Description
Moriyama encountered this dog in 1971 on the streets of Misawa, Aomori Prefecture, near a U.S. Air Force base.
About the artist
Born in Osaka Prefecture in 1938, Daido Moriyama is among the best known Japanese photographers. He embarked on his photography career in 1959 as a student of Takeji Iwamiya. However, his study under Iwamiya was brief and in 1961 he became the apprentice of one of the masters of Japanese photography, Eikoh Hosoe. Moriyama soon struck out on his own, creating a photographic style that disregarded the technical conventions of the day in favor of grainy, out-of-focus images taken with a small, hand-held camera. Described by Moriyama as "fossils of light and memory," his photographs avoided making the political statements that were so characteristic of the period, instead seeking to preserve instants of time in memory. In 1968, Moriyama worked for Provoke magazine and published his first book, Nippon Gekijo Shashin-cho (Japan: A Photo Theatre). He ran a photographic school throughout the 1970s and established the Workshop Photography School in conjunction with other photographers. Moriyama has won many awards and has had his work exhibited worldwide. His recent publications include Daido Moriyama 55 (Phaidon Press, 2002), Daido Moriyama: Actes Sud (Foundation Cartier pour l'art contemporain, 2003), Memories of a Dog (Nazraeli Press, 2004 and Osaka Plus (Getsuyosha, 2007).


◆ Exercise objective: Without the pictures, copy all the entries below exactly.

◆ Dataset:

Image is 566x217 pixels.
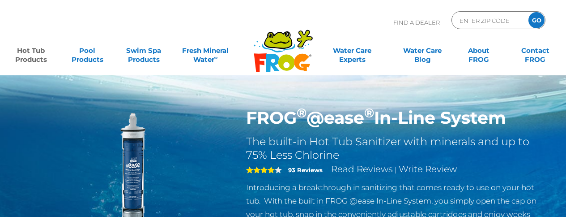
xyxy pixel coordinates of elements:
[9,42,53,60] a: Hot TubProducts
[395,165,397,174] span: |
[399,163,457,174] a: Write Review
[528,12,545,28] input: GO
[317,42,388,60] a: Water CareExperts
[297,105,306,120] sup: ®
[457,42,501,60] a: AboutFROG
[400,42,444,60] a: Water CareBlog
[214,54,218,60] sup: ∞
[288,166,323,173] strong: 93 Reviews
[393,11,440,34] p: Find A Dealer
[65,42,109,60] a: PoolProducts
[178,42,233,60] a: Fresh MineralWater∞
[246,166,275,173] span: 4
[331,163,393,174] a: Read Reviews
[246,135,538,162] h2: The built-in Hot Tub Sanitizer with minerals and up to 75% Less Chlorine
[122,42,166,60] a: Swim SpaProducts
[513,42,557,60] a: ContactFROG
[364,105,374,120] sup: ®
[246,107,538,128] h1: FROG @ease In-Line System
[249,18,318,72] img: Frog Products Logo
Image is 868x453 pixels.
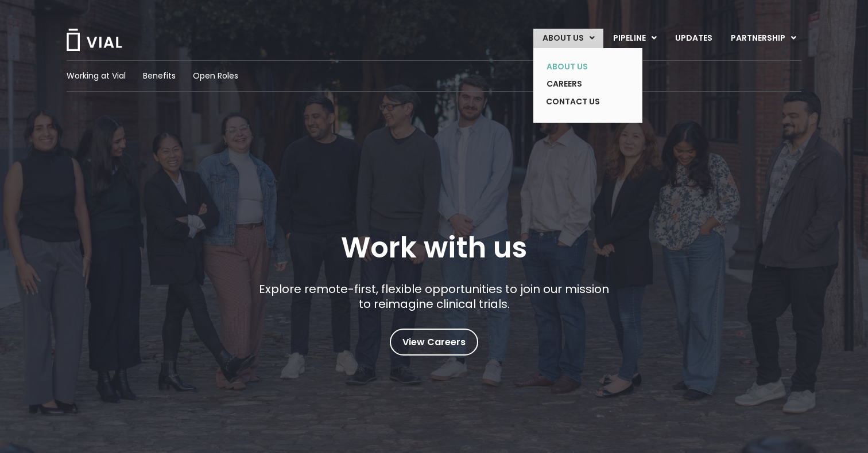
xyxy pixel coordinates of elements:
a: PIPELINEMenu Toggle [604,29,665,48]
a: PARTNERSHIPMenu Toggle [722,29,805,48]
span: View Careers [402,335,466,350]
h1: Work with us [341,231,527,264]
a: View Careers [390,329,478,356]
img: Vial Logo [65,29,123,51]
a: Working at Vial [66,70,125,82]
a: ABOUT US [537,58,621,76]
a: CONTACT US [537,93,621,111]
a: Benefits [143,70,176,82]
p: Explore remote-first, flexible opportunities to join our mission to reimagine clinical trials. [255,282,613,312]
a: ABOUT USMenu Toggle [533,29,603,48]
a: UPDATES [666,29,721,48]
a: CAREERS [537,75,621,93]
a: Open Roles [193,70,238,82]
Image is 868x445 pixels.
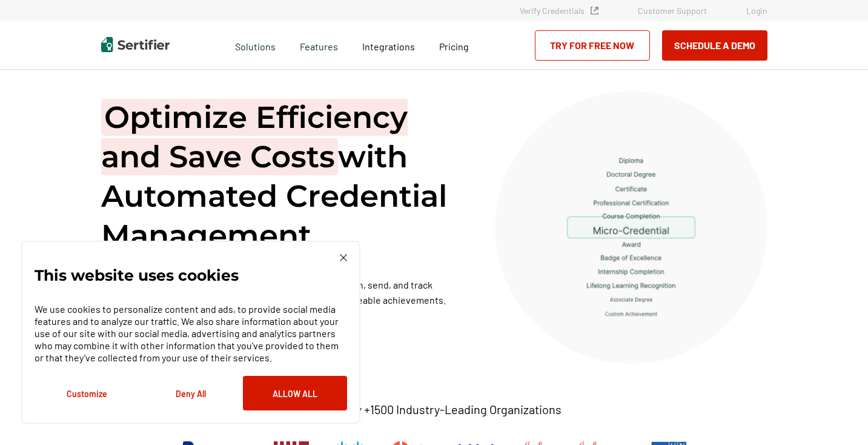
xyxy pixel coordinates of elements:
[101,97,465,255] h1: with Automated Credential Management
[535,30,650,61] a: Try for Free Now
[235,37,276,53] span: Solutions
[35,303,347,363] p: We use cookies to personalize content and ads, to provide social media features and to analyze ou...
[662,30,768,61] button: Schedule a Demo
[35,269,238,281] p: This website uses cookies
[610,298,652,302] g: Associate Degree
[590,6,599,15] img: Verified
[101,99,408,175] span: Optimize Efficiency and Save Costs
[243,376,347,410] button: Allow All
[439,37,469,53] a: Pricing
[307,401,561,417] p: Trusted by +1500 Industry-Leading Organizations
[339,254,347,261] img: Cookie Popup Close
[746,5,768,15] a: Login
[35,376,138,410] button: Customize
[101,37,169,52] img: Sertifier | Digital Credentialing Platform
[362,41,415,52] span: Integrations
[300,37,338,53] span: Features
[362,37,415,53] a: Integrations
[439,41,469,52] span: Pricing
[638,5,707,15] a: Customer Support
[520,5,599,15] a: Verify Credentials
[138,376,243,410] button: Deny All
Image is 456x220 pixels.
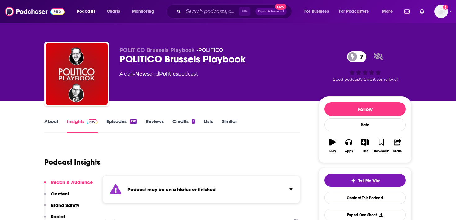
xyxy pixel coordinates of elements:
[130,119,137,124] div: 188
[300,7,337,16] button: open menu
[359,178,380,183] span: Tell Me Why
[373,134,390,157] button: Bookmark
[417,6,427,17] a: Show notifications dropdown
[319,47,412,86] div: 7Good podcast? Give it some love!
[435,5,448,18] span: Logged in as danikarchmer
[128,186,216,192] strong: Podcast may be on a hiatus or finished
[325,192,406,204] a: Contact This Podcast
[198,47,223,53] a: POLITICO
[443,5,448,10] svg: Add a profile image
[107,7,120,16] span: Charts
[354,51,367,62] span: 7
[325,174,406,187] button: tell me why sparkleTell Me Why
[44,179,93,191] button: Reach & Audience
[102,175,300,203] section: Click to expand status details
[330,149,336,153] div: Play
[44,191,69,202] button: Content
[5,6,65,17] img: Podchaser - Follow, Share and Rate Podcasts
[222,118,237,133] a: Similar
[357,134,373,157] button: List
[103,7,124,16] a: Charts
[44,157,101,167] h1: Podcast Insights
[77,7,95,16] span: Podcasts
[435,5,448,18] img: User Profile
[325,134,341,157] button: Play
[51,191,69,196] p: Content
[159,71,178,77] a: Politics
[192,119,195,124] div: 1
[67,118,98,133] a: InsightsPodchaser Pro
[390,134,406,157] button: Share
[51,179,93,185] p: Reach & Audience
[44,202,79,214] button: Brand Safety
[345,149,353,153] div: Apps
[255,8,287,15] button: Open AdvancedNew
[435,5,448,18] button: Show profile menu
[275,4,287,10] span: New
[335,7,378,16] button: open menu
[378,7,401,16] button: open menu
[347,51,367,62] a: 7
[128,7,162,16] button: open menu
[204,118,213,133] a: Lists
[183,7,239,16] input: Search podcasts, credits, & more...
[374,149,389,153] div: Bookmark
[196,47,223,53] span: •
[120,47,195,53] span: POLITICO Brussels Playbook
[135,71,150,77] a: News
[51,213,65,219] p: Social
[333,77,398,82] span: Good podcast? Give it some love!
[51,202,79,208] p: Brand Safety
[351,178,356,183] img: tell me why sparkle
[73,7,103,16] button: open menu
[172,4,298,19] div: Search podcasts, credits, & more...
[325,102,406,116] button: Follow
[394,149,402,153] div: Share
[363,149,368,153] div: List
[146,118,164,133] a: Reviews
[402,6,413,17] a: Show notifications dropdown
[106,118,137,133] a: Episodes188
[173,118,195,133] a: Credits1
[132,7,154,16] span: Monitoring
[305,7,329,16] span: For Business
[258,10,284,13] span: Open Advanced
[44,118,58,133] a: About
[382,7,393,16] span: More
[150,71,159,77] span: and
[239,7,250,16] span: ⌘ K
[325,118,406,131] div: Rate
[341,134,357,157] button: Apps
[339,7,369,16] span: For Podcasters
[120,70,198,78] div: A daily podcast
[87,119,98,124] img: Podchaser Pro
[46,43,108,105] img: POLITICO Brussels Playbook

◆ Task answer:
Image is 566x217 pixels.
xyxy pixel coordinates of elements:
[9,42,53,60] a: Hot TubProducts
[395,165,397,174] span: |
[399,163,457,174] a: Write Review
[528,12,545,28] input: GO
[317,42,388,60] a: Water CareExperts
[297,105,306,120] sup: ®
[457,42,501,60] a: AboutFROG
[400,42,444,60] a: Water CareBlog
[214,54,218,60] sup: ∞
[288,166,323,173] strong: 93 Reviews
[393,11,440,34] p: Find A Dealer
[65,42,109,60] a: PoolProducts
[178,42,233,60] a: Fresh MineralWater∞
[246,166,275,173] span: 4
[331,163,393,174] a: Read Reviews
[246,135,538,162] h2: The built-in Hot Tub Sanitizer with minerals and up to 75% Less Chlorine
[122,42,166,60] a: Swim SpaProducts
[513,42,557,60] a: ContactFROG
[364,105,374,120] sup: ®
[246,107,538,128] h1: FROG @ease In-Line System
[249,18,318,72] img: Frog Products Logo
Image is 868x453 pixels.
xyxy pixel coordinates of elements:
a: PIPELINEMenu Toggle [604,29,665,48]
a: PARTNERSHIPMenu Toggle [722,29,805,48]
span: View Careers [402,335,466,350]
h1: Work with us [341,231,527,264]
a: View Careers [390,329,478,356]
img: Vial Logo [65,29,123,51]
a: Working at Vial [66,70,125,82]
a: ABOUT US [537,58,621,76]
a: CONTACT US [537,93,621,111]
a: Benefits [143,70,176,82]
p: Explore remote-first, flexible opportunities to join our mission to reimagine clinical trials. [255,282,613,312]
a: ABOUT USMenu Toggle [533,29,603,48]
a: UPDATES [666,29,721,48]
a: CAREERS [537,75,621,93]
a: Open Roles [193,70,238,82]
Image is 868x445 pixels.
xyxy pixel coordinates of elements:
[101,97,465,255] h1: with Automated Credential Management
[535,30,650,61] a: Try for Free Now
[235,37,276,53] span: Solutions
[35,303,347,363] p: We use cookies to personalize content and ads, to provide social media features and to analyze ou...
[662,30,768,61] button: Schedule a Demo
[35,269,238,281] p: This website uses cookies
[610,298,652,302] g: Associate Degree
[590,6,599,15] img: Verified
[101,99,408,175] span: Optimize Efficiency and Save Costs
[243,376,347,410] button: Allow All
[439,37,469,53] a: Pricing
[307,401,561,417] p: Trusted by +1500 Industry-Leading Organizations
[339,254,347,261] img: Cookie Popup Close
[746,5,768,15] a: Login
[35,376,138,410] button: Customize
[101,37,169,52] img: Sertifier | Digital Credentialing Platform
[362,41,415,52] span: Integrations
[300,37,338,53] span: Features
[362,37,415,53] a: Integrations
[439,41,469,52] span: Pricing
[638,5,707,15] a: Customer Support
[520,5,599,15] a: Verify Credentials
[138,376,243,410] button: Deny All
Image is 456x220 pixels.
xyxy pixel coordinates of elements:
[130,119,137,124] div: 188
[300,7,337,16] button: open menu
[359,178,380,183] span: Tell Me Why
[373,134,390,157] button: Bookmark
[417,6,427,17] a: Show notifications dropdown
[319,47,412,86] div: 7Good podcast? Give it some love!
[435,5,448,18] span: Logged in as danikarchmer
[128,186,216,192] strong: Podcast may be on a hiatus or finished
[325,192,406,204] a: Contact This Podcast
[198,47,223,53] a: POLITICO
[443,5,448,10] svg: Add a profile image
[107,7,120,16] span: Charts
[354,51,367,62] span: 7
[325,174,406,187] button: tell me why sparkleTell Me Why
[44,179,93,191] button: Reach & Audience
[102,175,300,203] section: Click to expand status details
[330,149,336,153] div: Play
[44,191,69,202] button: Content
[5,6,65,17] img: Podchaser - Follow, Share and Rate Podcasts
[222,118,237,133] a: Similar
[357,134,373,157] button: List
[103,7,124,16] a: Charts
[44,157,101,167] h1: Podcast Insights
[77,7,95,16] span: Podcasts
[435,5,448,18] img: User Profile
[325,134,341,157] button: Play
[51,191,69,196] p: Content
[159,71,178,77] a: Politics
[192,119,195,124] div: 1
[67,118,98,133] a: InsightsPodchaser Pro
[390,134,406,157] button: Share
[51,179,93,185] p: Reach & Audience
[44,202,79,214] button: Brand Safety
[345,149,353,153] div: Apps
[255,8,287,15] button: Open AdvancedNew
[435,5,448,18] button: Show profile menu
[275,4,287,10] span: New
[335,7,378,16] button: open menu
[378,7,401,16] button: open menu
[347,51,367,62] a: 7
[128,7,162,16] button: open menu
[204,118,213,133] a: Lists
[183,7,239,16] input: Search podcasts, credits, & more...
[374,149,389,153] div: Bookmark
[196,47,223,53] span: •
[120,47,195,53] span: POLITICO Brussels Playbook
[135,71,150,77] a: News
[51,213,65,219] p: Social
[333,77,398,82] span: Good podcast? Give it some love!
[51,202,79,208] p: Brand Safety
[351,178,356,183] img: tell me why sparkle
[73,7,103,16] button: open menu
[172,4,298,19] div: Search podcasts, credits, & more...
[325,102,406,116] button: Follow
[394,149,402,153] div: Share
[363,149,368,153] div: List
[146,118,164,133] a: Reviews
[402,6,413,17] a: Show notifications dropdown
[106,118,137,133] a: Episodes188
[173,118,195,133] a: Credits1
[132,7,154,16] span: Monitoring
[305,7,329,16] span: For Business
[258,10,284,13] span: Open Advanced
[44,118,58,133] a: About
[382,7,393,16] span: More
[150,71,159,77] span: and
[239,7,250,16] span: ⌘ K
[325,118,406,131] div: Rate
[341,134,357,157] button: Apps
[339,7,369,16] span: For Podcasters
[120,70,198,78] div: A daily podcast
[87,119,98,124] img: Podchaser Pro
[46,43,108,105] img: POLITICO Brussels Playbook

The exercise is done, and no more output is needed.